When I was in Vietnam in 1968 my wife Carla and our infant daughter, Anna, also lived in Dallas, or in the countryside nearby. In October I wrote to my mother and asked if she would order flowers for Carla’s birthday from Rhyne’s Florist on the Lower Dallas Road and have them delivered to Carla’s parents’ home on Kiser Road. It never occurred to me that the Department of Defense contracted with taxi companies to deliver telegrams advising families that their sons or husbands or brothers had been killed in action and wouldn’t be returning home as they had so bravely proclaimed before getting on the planes that carried them to Southeast Asia.
In my mind I can see my young wife holding our daughter as the cab turned off Kiser Road and onto the long, gravel drive that led to her parents’ rural home. She says she returned Anna to her crib and stood by the door with quivering lips and tears running down her cheeks as she braced herself for the gut-wrenching news.
But it was flowers for her birthday, of all things, that the cab driver was carrying. The fear and grief quickly turned to anger at her incredibly stupid husband.
My grandmother’s sister was named Dixie. I naturally called her Aunt Dixie. Her husband was my Uncle Frank, who was a surrogate father to my father and more like a grandfather to me. When I was very young I loved to go to Aunt Dixie’s house and eat with my cousins, so many I could never count them. Aunt Dixie and Uncle Frank had nine children and countless grandchildren. She cooked in pots that were as big as trash cans, mostly beans and cornbread. I remember sitting on their front porch in Ranlo one holiday weekend, four rows back from Rex Mill #2. It was either Memorial Day or the Fourth of July, in the early 1950s. We had eaten our fill at Aunt Dixie’s table and were enjoying watermelon on the front porch. My father was playing a guitar and someone was picking a banjo. My grandmother, Aunt Dixie, and Uncle Frank were sitting in rocking chairs. As we sat there I noticed that they seemed sad, and I later asked my father about it. He said they were remembering their oldest son, who was killed in World War II. He was just a little older than my father, and he played the banjo.

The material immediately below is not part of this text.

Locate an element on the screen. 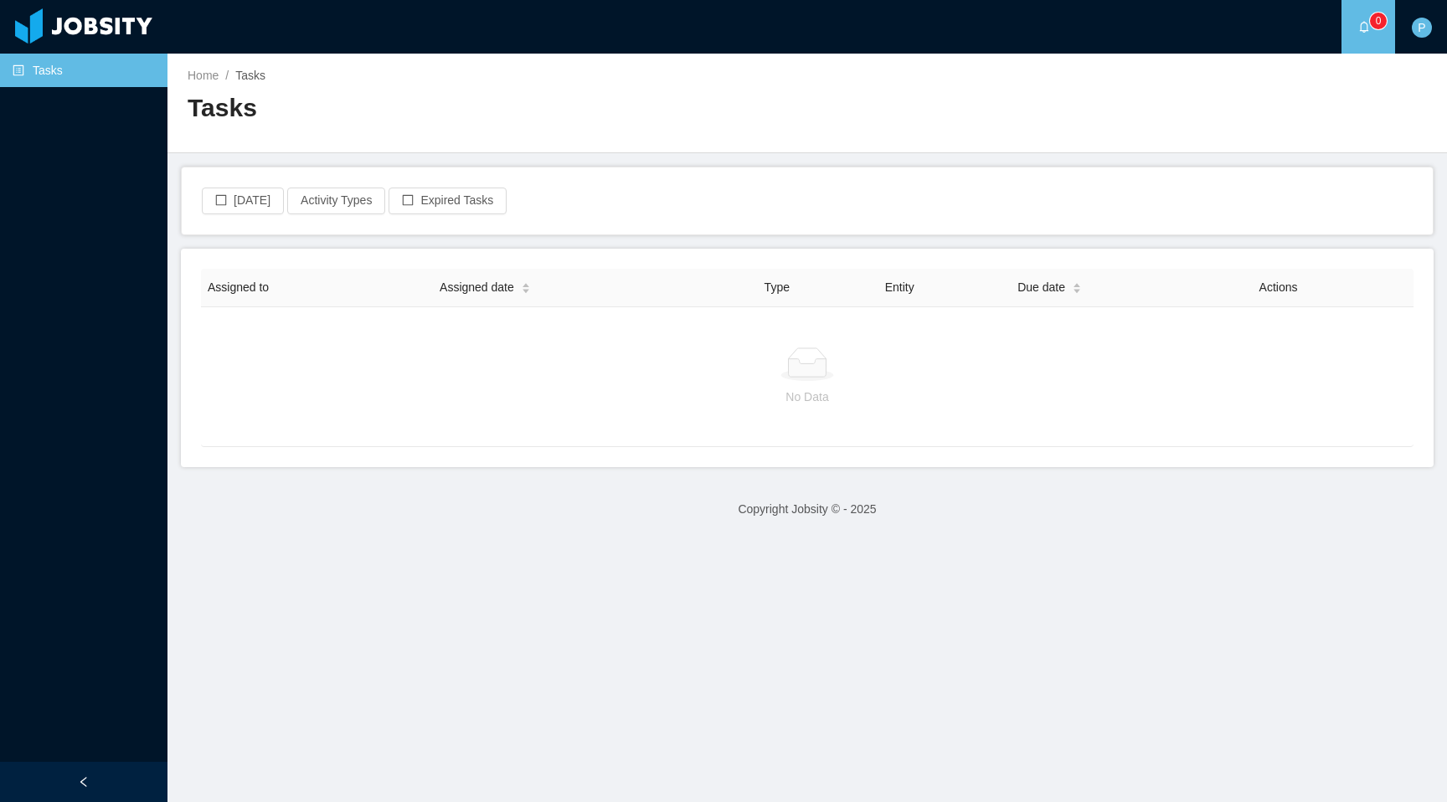  button: icon: borderExpired Tasks is located at coordinates (447, 201).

For the heroes left behind, the grieving parents, the wives and children, brothers and sisters, sons and daughters, the pain never fully subsides. Memorial Day thus comes with stark memories that are deeply painful. As we remember those who gave the last full measure for their country—and we should—let’s also remember the people who loved them and who love them still. The sacrifices they have made are impossible to measure and harder still to describe, reminding us that freedom is never free. Its price is the blood of our brave men and women in uniform and the profound sacrifices of their families.